The ytterbium laser has a peak power of 3000 W, with variable pulse repetition rate and versatile pulse durations (50 µs to 200 ms) for coagulation of different sized blood vessels. The thulium laser, which operates at the 1.94 µm water absorption peak, was used at 15 W average power for tissue resection. The team combined both fibre-lasers into a single biocompatible silica fibre, guided by the swept-source OCT system centred at 1310±70 nm.

Benchtop fibre-laser platform

The team used the dual-wavelength platform to perform in vivo laser surgery, including point, line and square ablations, on five mice placed on a cranial stereotaxic stage. This involved an initial OCT imaging step, a series of image-guided ablations and coagulations, and post-ablation OCT imaging. OCT angiography was carried out before and after each procedure to verify the tissue resection.

“Development of the fibre laser platform was enabled by two key scientific advances,” principal investigator Thomas Milner, director of the Beckman Laser Institute, tells Physics World. “The first is the laser dosimetry required to coagulate blood vessels of variable sizes. Large calibre blood vessels (250 µm or larger) have previously evaded laser coagulation due to fast flowing blood. My colleague Nitesh Katta worked out the scientific rationale for establishing the laser dosimetry to coagulate blood vessels up to 1.5 mm in diameter.”

The second advance, Milner explains, is a preconditioning methodology that allows repeatable and consistent tissue ablation in many tissue types with deeper penetrating lasers. “Because laser ablation is dependent on tissue mechanical properties, cutting can be inconsistent and in some cases can result in a catastrophic thermal runaway. The platform developed resolves these problems and allows repeatable and consistent cutting of both soft and even stiff tissues such as cartilage.”

Writing in Biomedical Optics Express, the researchers report that post-surgical ablation resulted in repeatable and consistent tissue cuts, while the surgical field remained entirely bloodless. The cuts correlated qualitatively with histological sections in terms of size, shape and morphology, with minimal observed thermal damage. The Milner lab team believes that this is the first time that bloodless resection of brain tissue has been achieved using a dual-wavelength strategy, with a pulsed thulium fibre laser for resection and a vascular-specific wavelength for coagulation combined into a single beam path.

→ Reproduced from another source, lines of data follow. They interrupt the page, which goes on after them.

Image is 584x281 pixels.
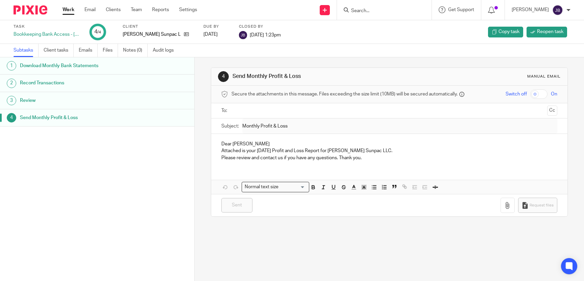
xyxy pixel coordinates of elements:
[7,61,16,71] div: 1
[14,31,81,38] div: Bookkeeping Bank Access - [PERSON_NAME]
[221,155,557,161] p: Please review and contact us if you have any questions. Thank you.
[14,5,47,15] img: Pixie
[239,31,247,39] img: svg%3E
[511,6,549,13] p: [PERSON_NAME]
[14,24,81,29] label: Task
[527,74,560,79] div: Manual email
[123,24,195,29] label: Client
[106,6,121,13] a: Clients
[103,44,118,57] a: Files
[505,91,527,98] span: Switch off
[221,148,557,154] p: Attached is your [DATE] Profit and Loss Report for [PERSON_NAME] Sunpac LLC.
[203,31,230,38] div: [DATE]
[529,203,553,208] span: Request files
[552,5,563,16] img: svg%3E
[84,6,96,13] a: Email
[547,106,557,116] button: Cc
[221,198,252,213] input: Sent
[20,61,132,71] h1: Download Monthly Bank Statements
[20,96,132,106] h1: Review
[350,8,411,14] input: Search
[7,113,16,123] div: 4
[239,24,281,29] label: Closed by
[250,32,281,37] span: [DATE] 1:23pm
[243,184,280,191] span: Normal text size
[221,141,557,148] p: Dear [PERSON_NAME]
[242,182,309,193] div: Search for option
[14,44,39,57] a: Subtasks
[131,6,142,13] a: Team
[62,6,74,13] a: Work
[7,96,16,105] div: 3
[44,44,74,57] a: Client tasks
[20,113,132,123] h1: Send Monthly Profit & Loss
[221,123,239,130] label: Subject:
[281,184,305,191] input: Search for option
[20,78,132,88] h1: Record Transactions
[79,44,98,57] a: Emails
[123,31,180,38] p: [PERSON_NAME] Sunpac LLC
[152,6,169,13] a: Reports
[123,44,148,57] a: Notes (0)
[94,28,101,36] div: 4
[179,6,197,13] a: Settings
[448,7,474,12] span: Get Support
[488,27,523,37] a: Copy task
[221,107,229,114] label: To:
[153,44,179,57] a: Audit logs
[232,73,404,80] h1: Send Monthly Profit & Loss
[518,198,557,213] button: Request files
[7,79,16,88] div: 2
[218,71,229,82] div: 4
[551,91,557,98] span: On
[97,30,101,34] small: /4
[498,28,519,35] span: Copy task
[231,91,457,98] span: Secure the attachments in this message. Files exceeding the size limit (10MB) will be secured aut...
[203,24,230,29] label: Due by
[537,28,563,35] span: Reopen task
[526,27,567,37] a: Reopen task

“We are currently trying to build a small-form-factor malleable bloodless optical fibre knife that can resect neurologic tissue with minimal lateral thermal spread,” says Katta. “For this, we are using a dual-wavelength approach to overcome the competing requirements of haemostasis and tissue resection. One wavelength is tuned to a blood absorption wavelength. The second wavelength is tuned to water absorption to remove tissue in an efficient way.”

Katta notes that recent developments in fibre-lasers (for example, thulium and ytterbium) and fibre-coupled diode lasers (near-infrared), combined with the latest advances in high-power fibre-optic components, provide an even wider choice of wavelengths to combine multiple beams into a small-form-factor optical fibre.